The Office of Coastal Management is responsible for the maintenance and protection of the state's coastal wetlands. The main function of the Office of Coastal Management is the regulation of uses in the Louisiana coastal zone, especially those which have a direct and significant impact on coastal waters. It is the goal of the Office of Coastal Management to protect, develop, and restore or enhance the resources of the state's coastal zone.

Under authority of the Louisiana State and Local Coastal Resources Management Act of 1978, as amended (Act 361, La. R.S. 49:214.21 et seq), the Office of Coastal Management of the Louisiana Department of Natural Resources is charged with implementing the Louisiana Coastal Resources Program (LCRP). The law seeks to encourage multiple uses of resources and adequate economic growth while minimizing adverse impacts of one resource use upon another without imposing undue restrictions on any user. In order to successfully accomplish this, a balance must be struck between conservation and resources.

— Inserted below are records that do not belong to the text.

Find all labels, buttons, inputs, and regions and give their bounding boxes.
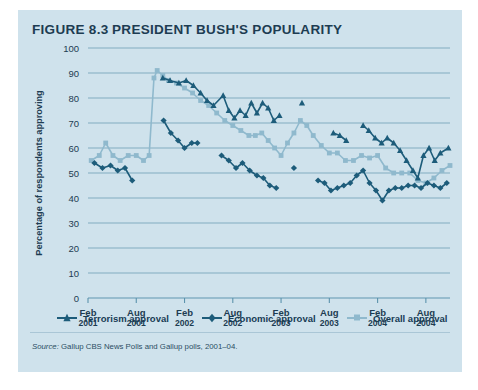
chart-legend: Terrorism approvalEconomic approvalOvera…	[56, 310, 456, 326]
data-point	[319, 143, 324, 148]
data-point	[367, 156, 372, 161]
data-point	[399, 171, 404, 176]
data-point	[341, 182, 347, 188]
data-point	[315, 177, 321, 183]
series-line	[363, 126, 448, 179]
legend-item-economic-approval[interactable]: Economic approval	[201, 310, 316, 326]
y-axis-title: Percentage of respondents approving	[34, 90, 44, 255]
data-point	[432, 176, 437, 181]
data-point	[237, 107, 243, 113]
data-point	[391, 171, 396, 176]
y-tick-label-60: 60	[68, 143, 79, 154]
data-point	[299, 100, 305, 106]
data-point	[351, 158, 356, 163]
data-point	[279, 153, 284, 158]
data-point	[134, 153, 139, 158]
data-point	[190, 91, 195, 96]
data-point	[298, 118, 303, 123]
data-point	[285, 141, 290, 146]
data-point	[405, 182, 411, 188]
data-point	[111, 153, 116, 158]
y-tick-label-0: 0	[74, 293, 79, 304]
y-tick-label-20: 20	[68, 243, 79, 254]
triangle-marker-icon	[56, 312, 78, 324]
legend-divider	[30, 332, 450, 333]
data-point	[194, 140, 200, 146]
legend-label: Terrorism approval	[83, 313, 169, 324]
data-point	[220, 92, 226, 98]
data-point	[334, 185, 340, 191]
source-note: Source: Gallup CBS News Polls and Gallup…	[32, 342, 237, 351]
y-tick-label-80: 80	[68, 93, 79, 104]
data-point	[412, 182, 418, 188]
series-line	[91, 71, 450, 184]
series-overall-approval	[89, 68, 453, 185]
data-point	[437, 150, 443, 156]
data-point	[359, 153, 364, 158]
data-point	[118, 158, 123, 163]
data-point	[440, 168, 445, 173]
y-tick-label-10: 10	[68, 268, 79, 279]
data-point	[259, 100, 265, 106]
data-point	[141, 158, 146, 163]
data-point	[155, 68, 160, 73]
y-tick-label-70: 70	[68, 118, 79, 129]
data-point	[152, 76, 157, 81]
data-point	[147, 153, 152, 158]
data-point	[431, 182, 437, 188]
data-point	[304, 123, 309, 128]
y-tick-label-40: 40	[68, 193, 79, 204]
data-point	[273, 185, 279, 191]
y-tick-label-30: 30	[68, 218, 79, 229]
data-point	[448, 163, 453, 168]
data-point	[182, 86, 187, 91]
data-point	[292, 131, 297, 136]
data-point	[343, 158, 348, 163]
data-point	[276, 112, 282, 118]
data-point	[183, 77, 189, 83]
data-point	[246, 133, 251, 138]
data-point	[126, 153, 131, 158]
data-point	[375, 153, 380, 158]
data-point	[198, 98, 203, 103]
figure-panel: FIGURE 8.3 PRESIDENT BUSH'S POPULARITY 0…	[18, 10, 462, 372]
data-point	[230, 123, 235, 128]
data-point	[335, 151, 340, 156]
data-point	[226, 107, 232, 113]
data-point	[327, 151, 332, 156]
data-point	[272, 146, 277, 151]
square-marker-icon	[346, 312, 368, 324]
legend-label: Overall approval	[373, 313, 447, 324]
data-point	[259, 131, 264, 136]
data-point	[383, 166, 388, 171]
legend-item-overall-approval[interactable]: Overall approval	[346, 310, 447, 326]
data-point	[291, 165, 297, 171]
data-point	[392, 185, 398, 191]
source-value: Gallup CBS News Polls and Gallup polls, …	[61, 342, 237, 351]
data-point	[248, 100, 254, 106]
data-point	[266, 138, 271, 143]
data-point	[222, 118, 227, 123]
y-tick-label-90: 90	[68, 68, 79, 79]
source-label: Source:	[32, 342, 59, 351]
data-point	[103, 141, 108, 146]
data-point	[214, 111, 219, 116]
y-tick-label-50: 50	[68, 168, 79, 179]
data-point	[253, 133, 258, 138]
legend-item-terrorism-approval[interactable]: Terrorism approval	[56, 310, 169, 326]
data-point	[330, 130, 336, 136]
legend-label: Economic approval	[228, 313, 316, 324]
data-point	[97, 153, 102, 158]
diamond-marker-icon	[201, 312, 223, 324]
y-tick-label-100: 100	[63, 43, 79, 54]
data-point	[384, 135, 390, 141]
data-point	[399, 185, 405, 191]
data-point	[311, 133, 316, 138]
data-point	[238, 128, 243, 133]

The Office of Coastal Management regulates development activities and manages the resources of the Coastal Zone, especially those which have a direct and significant impact on coastal waters. The office is comprised of two closely related divisions: the Permits/Mitigation Division and the Interagency Affairs, Field Services & Compliance Division. It is the function of Office of Coastal Management, through its staff, to maintain, protect, develop, and restore or enhance the invaluable coastal region of the state of Louisiana.

NOAA's latest evaluation of Louisiana's Coastal Management Program can be found here.